Some highlights I remember:
- A dance in a circle where you hold the ear of the person next to you.
- A drinking song which includes each month of the year, and then drinking a toast to each birthday for each person in this month.
- The decorations – it’s amazing what you can do with fabric and balloons.
- An old song which is explained to me as being about: ‘Hey guys, remember the good old days before you were married, remember what times we had when we were single and could stay out drinking all night and not worry about coming back to the wife?’ This was a very popular song with the guys, who dance in a circle, tearfully emoting every heartfelt sentence.
- The showband. Heroic efforts. Non-stop entertainment and MC-ing.


In preparation I was encouraged to watch the 2004 film ‘Wesele’ (The Wedding), written and directed by Wojciech Smarzowski. A black comedy in which the father of the bride tries to keep control of everything. It involves drinking, games, music, dancing, bribery, local gangsters and – of course – everything does not go to his plan.
This wedding was not quite like that. At the reception, I sat next to 9 year old Kajtek, who decided to teach me Polish. He was concerned I was leaving on Sunday and wouldn’t know enough Polish to get back to Warsaw. Don’t worry, I said, I’ll just follow your Auntie. Nevertheless, he took my notebook and he started to construct a Polish-English Dictionary for me. (Not sure when I’ll need an armata though.)

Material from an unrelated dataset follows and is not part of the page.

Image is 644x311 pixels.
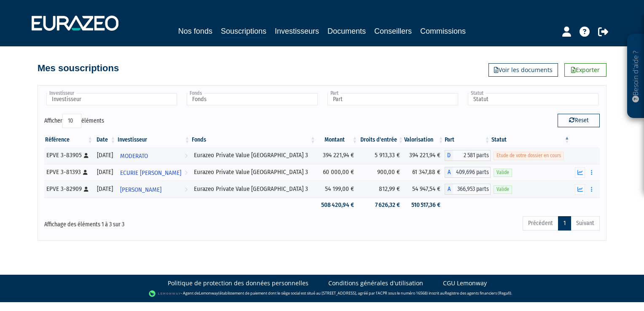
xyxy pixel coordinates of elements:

The party continued into the night, and continued into the next afternoon. It looked as if some people had not slept. In the middle of the night there was even the traditional fight, when some of the women from Szczecin took exception to the women from Warsaw – it was some kind of argument over fashion sense. The men step in, coats are removed, exception is taken to some comment or other. The band, still alert, strike up a popular drinking song and the men are dancing and singing together instead of fighting. I swear it’s another version of ‘Boys, remember the good old days…’ My head is a little hazy at this point. I could be dreaming all this. The train back to Warsaw is overcrowded, standing all the way, packed like sardines, but passage is eased with a bottle of home-made vodka from the sailors in Szczecin.
Postscript: a reader, a writer himself, writes:
You’re doing fine with Polish in general:) One thing just came to my mind, that you could mention in a few words in the Vodka Project (however I don’t how wide span of this subject you have chosen). I mean the so called wedding vodka. It is quite an ambiguous topic: on the one hand wedding vodka used to be drunk heavily by the wedding party guests, they were also often given a bottle to take home. On the other hand this was an illegal alcohol made God-knows-where and by whom in large quantities and the most murky thing about it is, that in most regions it was fully controlled by the regular mafia, not some canny little gray-sphere entrepreneurs but the guys who were dealing with drugs, ransom harassment or human trafficking. And it was a big deal for them, worth millions of untaxed zlotys. So we got happy couples and weddings on the one hand and gloomy no-neck-guys with square faces and baseball bats on the other.
This, in part, you will see in the above mentioned film ‘Wesele’.